You felt old. What was I to make of our new neighbor’s garden, resplendent with belladonna and
nightshade, false indigo and foxglove, spurge and vetch? At the clock museum we read on a panel
that, until around 1850, only the very rich could afford to tell time. 


 



          4. 
          One artist has painted more self-portraits than any other artist in history. The scruffy old
man wearing a brown velvet jacket standing on the modernist bridge was asked what one piece of
advice he would give to young people. “Don’t bring owls to Athens,” he answered, staring sadly
down into the river. Watching him on TV, I wanted to bring him to the clock museum, the one
place on the planet I felt I had most truly lost track of time. 


          5. 
          The city at the bottom of the lake haunted the solitary swimmer, who liked to imagine he
could see the top of a drowned church steeple far down in the depths. Holding a spoonful of
blackstrap molasses, the melancholic, despite herself, started to think: If she could inoculate
herself with black bile, might she be granted the occasional dose of ignorant bliss? While we
looked and looked at clocks, the clockfaces were looking at us. 


          6. 
          The smoky glass oval in the velvet case was a Claude glass, through which city people on
excursions used to turn the countryside picturesque. If we trained the Claude glass on the city, it
would just remind us of how far we’ve fallen from the sweet ha-has of days gone by. The
melancholic loved smoky ovals. In the clock museum you kept scoffing and insisting that all
clocks are master clocks, since it is we who are the slaves of time. 


 



Enzyklopädie des Ungeschmacks 3 


          1. 
          On the center shelf of the “Encyclopedia of Bad Taste” was a square of blowzy rose-
patterned wallpaper which, the sign noted, was still a runaway success for the manufacturer
to this day. In other words, the extent of the general benightedness was beyond the encyclopedists’
worst nightmares.
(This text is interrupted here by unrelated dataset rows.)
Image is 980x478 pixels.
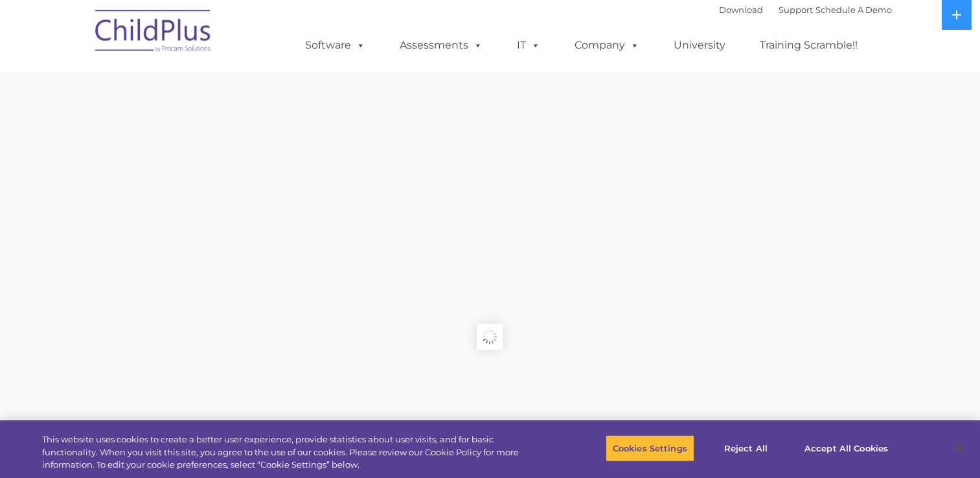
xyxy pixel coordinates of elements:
a: Assessments [387,33,496,58]
button: Cookies Settings [606,435,694,462]
a: Download [719,4,763,15]
a: IT [504,33,553,58]
img: ChildPlus by Procare Solutions [89,1,219,66]
a: Company [561,33,652,58]
a: University [661,33,739,58]
div: This website uses cookies to create a better user experience, provide statistics about user visit... [42,434,539,471]
button: Close [945,434,973,462]
font: | [719,4,892,15]
a: Training Scramble!! [747,33,871,58]
button: Reject All [705,435,787,462]
a: Software [292,33,378,58]
a: Support [778,4,813,15]
a: Schedule A Demo [815,4,892,15]
button: Accept All Cookies [798,435,895,462]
In the distance, two black church steeples rose above the trees like two black
cats’ ears. 


          2. 
          We heard that he had gone into the glazier’s and ordered three new windows and a dozen
donuts. The melancholic wished she could get what she wanted in life as effortlessly as a bee gets
pollen from a flower. Shouldn’t the objects of her desire also cluster impassively in a field,
beautiful and bursting with pollen, and defenseless? The result, she knew, would be exquisite
honey. 


          3. 
          “Taste” was so infantile anyway. As if rational adults could only judge the world like
babies, sticking everything they got their hands on into their mouths. At the breakfast table,
you snapped open the newspaper and read that yet another celebrity had been found asphyxiated in a
hotel room from too much autoeroticism. If you lick a banana slug, it is said, your tongue goes
numb. 


          4. 
          It seemed the equation could be made: The more sad plants in the office window, the more
soul-eroding the job. A cluster of dusty Boston ferns and spider plants was like a wan green SOS.
If the blowzy rose wallpaper is not to one’s taste, one can just spit it out. The encyclopedists had a
stash of volumes of Adolf Loos for palate cleansers. The melancholic ate a whole angel food
cake. 


          5. 
          There was the beautiful and then there was the sublime, but nowhere had anyone said
anything about the tasteful. Was an Alp tasteful? Was a blowzy rose tasteful? After all, a great
Russian dancer started out as the Golden Slave in the Kirov Ballet and ended up on The Muppets.
The most elegant ice skaters in the world decorate their apartments with hordes of pink teddy
bears. 


          6. 
          We found it a bit amusing to imagine the encyclopedists hunched over their labor,
collecting specimens of bad taste with proselytizing zeal to disabuse a public addicted to blowzy
rose wallpaper and never, ever to renounce it. A bit amusing, and a bit pathetic. We liked blowzy
roses—a bit. The word “bit” comes from “bite.” Try as you might, there is no circumventing the
mouth.

Donna Stonecipher's sixth book of poetry, The Ruins of Nostalgia, was recently published by Wesleyan. She lives in Berlin.